Accessibility

How Can Litter be Dangerous to Wildlife?

We all love to visit Bennachie, but it provides shelter, food, a place to play and a place to bring up young for its wild creatures. It is HOME and means absolutely everything to the wildlife who live there.

Bennachie’s wildlife includes several rare and protected species.

A great variety of birds live on Bennachie - just to name a few, meadow pipits, robins, wrens, blue tits, long tailed tits, bull finches great spotted woodpeckers, predators like sparrow hawks, owls, buzzards and summer visitors like cuckoos, swallows, blackcaps, chiffchaffs and ospreys.

Mammals including wood mice, voles, shrews red squirrels, pine martens, badgers, foxes, roe deer and wildcats all live on the hill.

Amphibians like frogs, toads and newts, innumerable insects like moths, butterflies, bumble and solitary bees, wasps and you might have noticed a few midgies too!

When you are on Bennachie, if you're very quiet you may be lucky enough to catch a glimpse of some of these. You will most likely see and hear some of the birds.

Mostly these creatures are shy and secretive, but every single day when it is quiet, the animals are busy foraging for food. And they are HUNGRY!

In the spring and summer they will have extra mouths to feed, and in the colder days of winter, food will be scarce.

The trouble is that wildlife has no way of understanding just how dangerous our litter could be for them!

Why?

Nature is the World’s Best Recycler!

Nothing is wasted in nature! In the natural world there is an army of recyclers whose job is to turn dead plants, animals and waste into nutrients for other plants and animals to reuse.

You may not realise it but all this recycling is going on around you as you walk on Bennachie.

Lichens, mushrooms, bacteria, earthworms, beetles, wood lice and loads of others exist as nature’s recyclers.

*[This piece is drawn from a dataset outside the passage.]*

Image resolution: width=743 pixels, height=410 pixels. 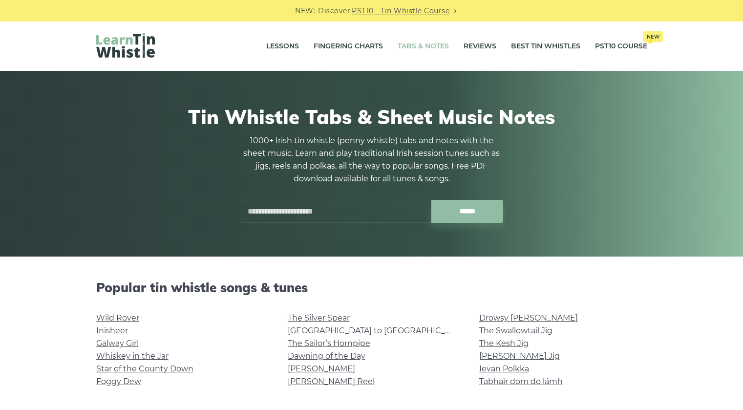 What do you see at coordinates (504, 368) in the screenshot?
I see `a: Ievan Polkka` at bounding box center [504, 368].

This is all part of the web of life. Everything in the natural world is connected - this is called an ecosystem.

Producers

Producers like grass and trees make their food using energy from the sun.

Consumers

Consumers get their energy by eating these green plants-they are called herbivores-like rabbits and roe deer. Other consumers are animals like wildcats and are called carnivores because they eat meat. Another group of consumers is called the omnivores, as they eat both plants and meat. Pine martens and badgers are examples of omnivores.

Decomposers

Decomposers like bacteria and fungi eat and recycle dead organisms and waste, turning it into nutrients, and the cycle begins all over again.

Watch the video below to learn how this works. Can you identify the producers, consumers and decomposers in this video?

Roe Deer (Credit Byran Morrison)
Roe Deer (Credit Byran Morrison)
Rowan Tree Bark
Rowan Tree
Nature's Recyclers - Activity Guide (PDF)
Nature's Recyclers - Activity Guide For Teachers (PDF)
Mushroom on Tree

This is part of the Let's Make Bennachie Litter Free! information.